US Air Force leaders want airmen to train as they fight, but the barriers to executing true distributed mission operations are everywhere. simulators and networks need to communicate, combat systems need to talk to simulators, international partners need access to one or another component of the LVC training continuum.
The US Air Force (USAF) is looking for answers for advanced pilot training which may lie in a legacy programme under the Defense Advanced Research Projects Agency (DARPA), that enabled US Navy training with joint and allied partners. Called the Navy Continuous Training Environment (NCTE), developed and matured by Huntington Ingalls Industries (HII) in partnership with the US Navy, it offers a comprehensive toolset for solving the USAF’s LVC training challenges, said Michael Aldinger, vice president and Air Force lead for HII’s LVC Solutions Group which designs, develops and operates the largest LVC enterprise that prepares warfighters for cross-domain battle. This is especially critical for developing and integrating training for fifth generation weapons systems and platforms.

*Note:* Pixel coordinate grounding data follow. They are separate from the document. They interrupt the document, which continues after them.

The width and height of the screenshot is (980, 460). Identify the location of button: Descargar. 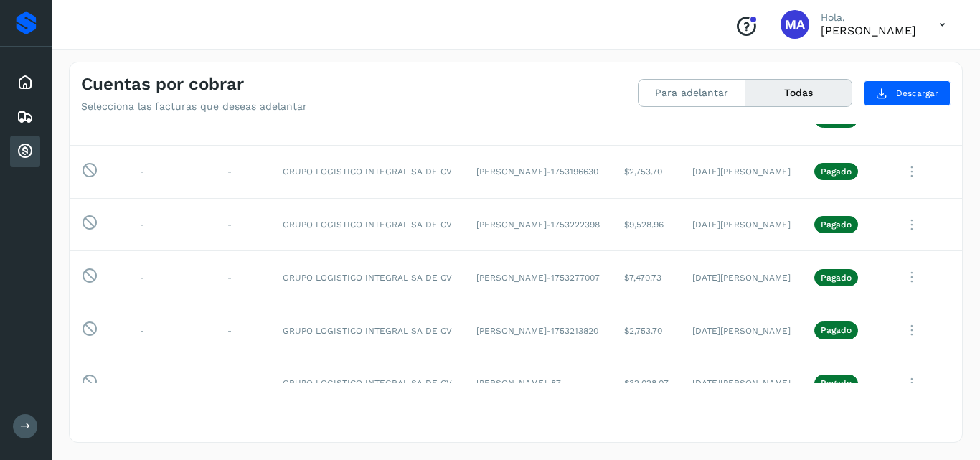
(906, 93).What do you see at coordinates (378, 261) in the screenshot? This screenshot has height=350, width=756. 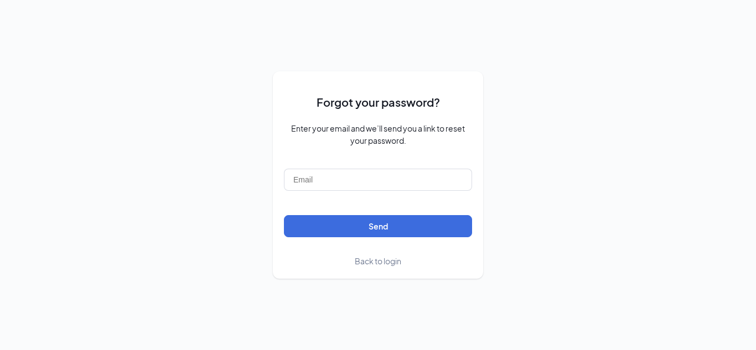 I see `span: Back to login` at bounding box center [378, 261].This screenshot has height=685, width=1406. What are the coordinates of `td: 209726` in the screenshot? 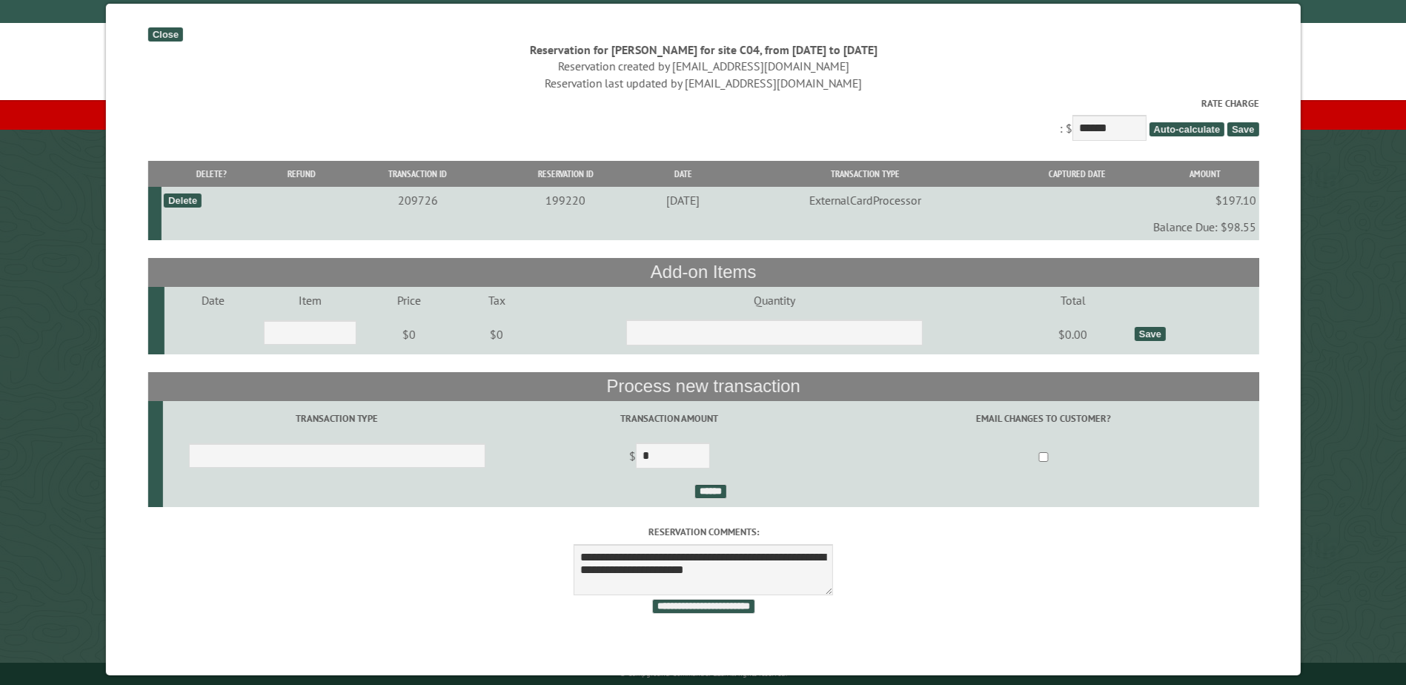 It's located at (417, 200).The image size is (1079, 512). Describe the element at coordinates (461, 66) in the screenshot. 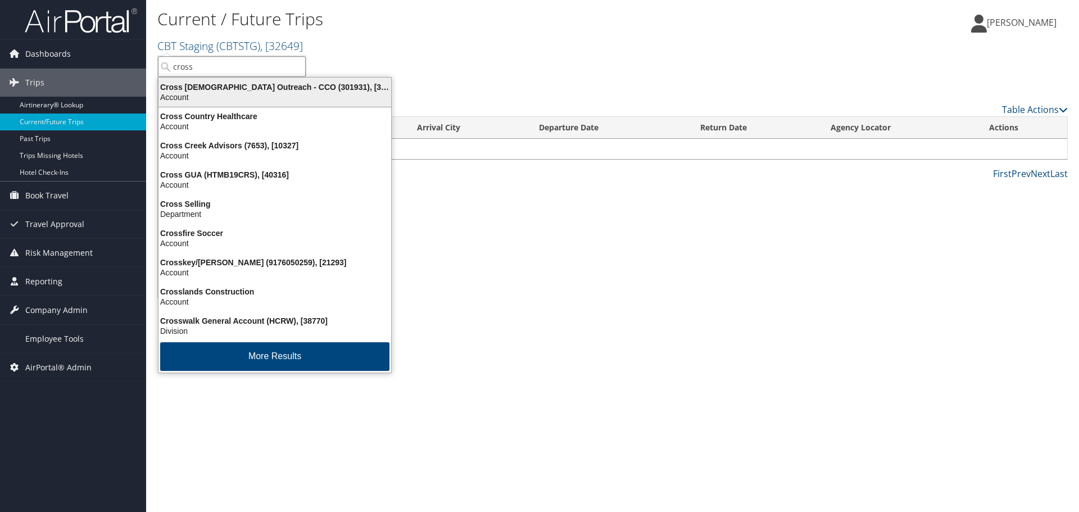

I see `p: Filter:` at that location.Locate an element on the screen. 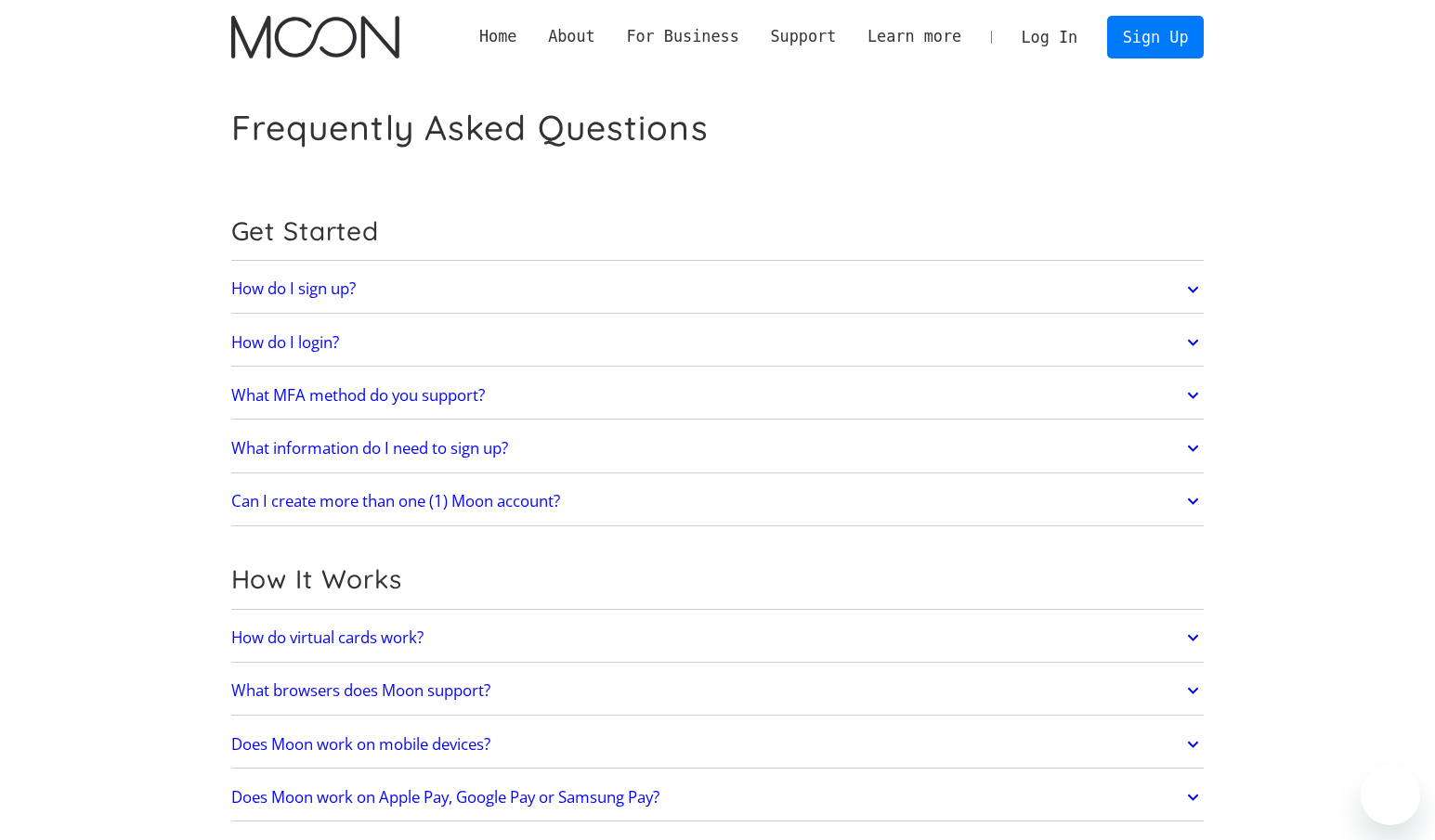 The image size is (1435, 840). h2: Can I create more than one (1) Moon account? is located at coordinates (395, 501).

“Fifth generation brings a whole new level of training fidelity and capability to the Air Force,” Aldinger said. “If we’re going to be successful with the integration and operations of the F-35 and beyond, we must improve testing fidelity, as well. Instead of having two separate environments for testing and training, they can unify these two into one common, high-fidelity architecture.”

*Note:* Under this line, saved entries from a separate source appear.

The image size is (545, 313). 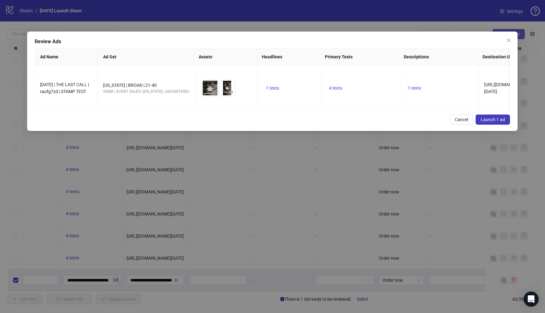 What do you see at coordinates (509, 40) in the screenshot?
I see `button: Close` at bounding box center [509, 40].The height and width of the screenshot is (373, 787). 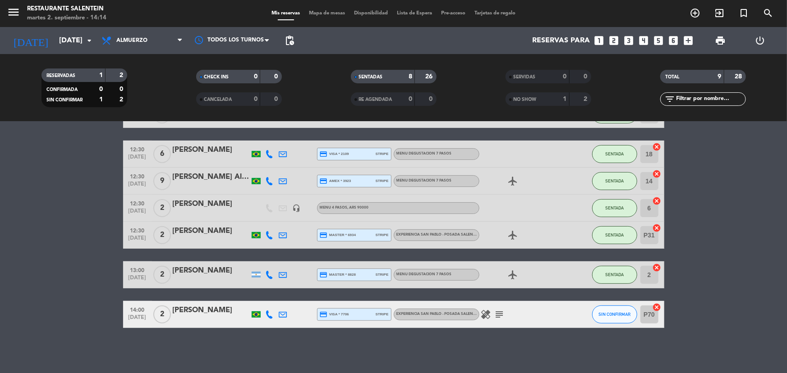 I want to click on strong: 2, so click(x=122, y=75).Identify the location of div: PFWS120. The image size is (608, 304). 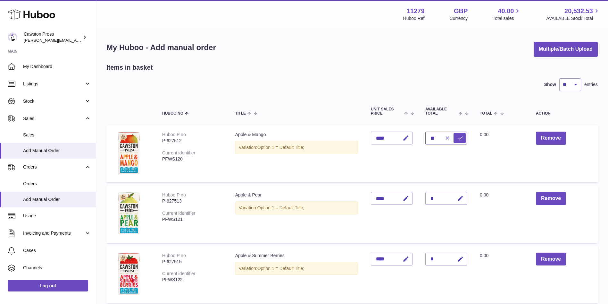
(192, 159).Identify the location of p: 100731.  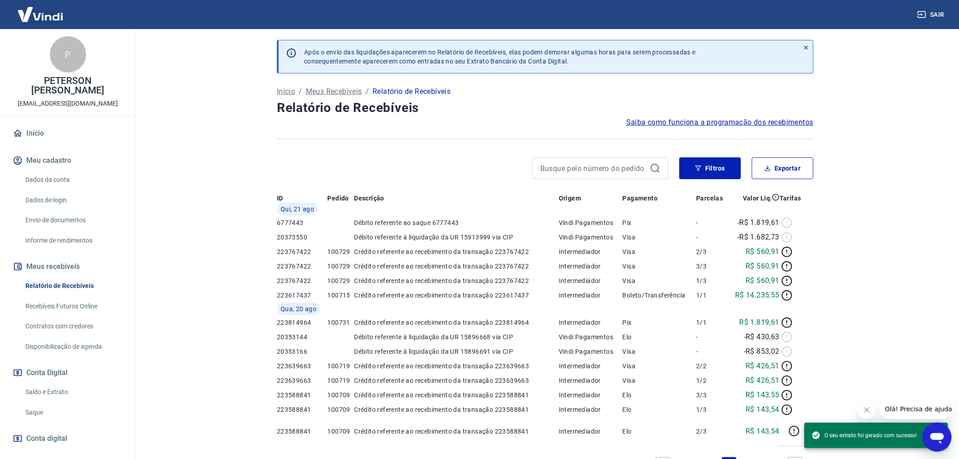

Lockheed Martin’s comprehensive F-35 training package, which it claims will allow the F-35 to carry out significantly more virtual training missions than the competition, has tipped the balance for a number of successful export contracts. Pilots begin their training training aids and interactive courseware to learn basic skills, switchology and fundamental procedures. They then progress to the F-35 FMS with a 360-degree visual display system, which replicates all sensors and weapons employment and uses the same software as the aircraft. The FMS cockpit can be reconfigured to support training on all three F-35 variants. Pilots complete roughly half of initial qualification flights in the FMS for affordability and effectiveness. After graduation, pilots remain in a continuous learning environment with access to training courseware, applications and mission rehearsal trainers to increase skill proficiency and combat readiness. Some units are performing nearly a 50/50 training split between the aircraft and the simulator for affordability.
Belgium-based Barco is providing the projector for the Draco 240+ fast jet mini-dome simulator from 3D Perception that will be used by the USAF in its Joint Simulation Environment (JSE) which is a scalable, expandable, high fidelity government-owned, non-proprietary modeling and simulation environment to conduct testing on fifth-plus generation aircraft and systems accreditable for test as a supplement to open-air testing based at Edwards AFB in California.

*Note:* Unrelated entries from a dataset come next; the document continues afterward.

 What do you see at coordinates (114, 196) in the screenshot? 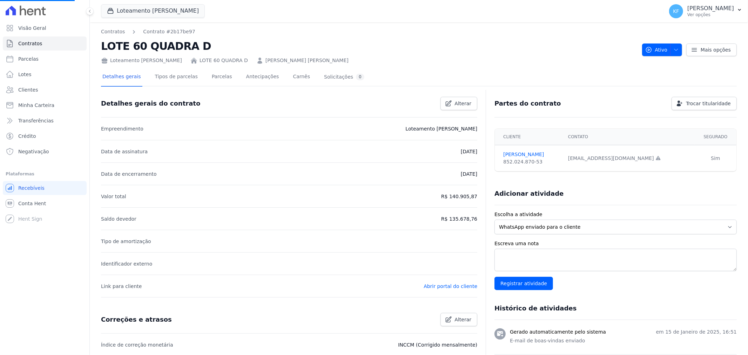
I see `p: Valor total` at bounding box center [114, 196].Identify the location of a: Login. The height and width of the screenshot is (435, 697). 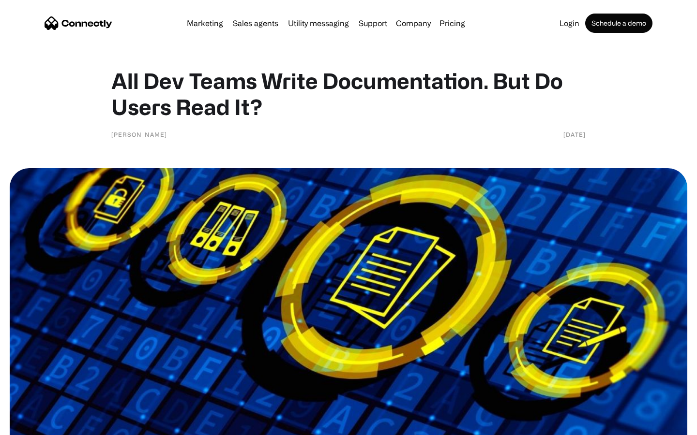
(569, 23).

Humberto Blanco, JSE project manager said “We’ve been asked to develop a high-fidelity modeling and simulation environment for initially the F-35 and F-22 that will allow us to test aircraft in ways that we’re currently unable to test,” Blanco said. “So the environment will encompass things like weather, terrain, multiple other platforms and air and ground threats.”
3D Perception is under contract from the USAF to provide at least nine immersive visual display systems in support of the Threat and Friendly/Virtual Air Threat JSE, for delivery to Edwards, Nellis, and Wright-Patterson AFBs.
In spite of the technological leap of simulated training systems, the major NATO air forces are still looking at the rebalancing of live v synthetic pilot training.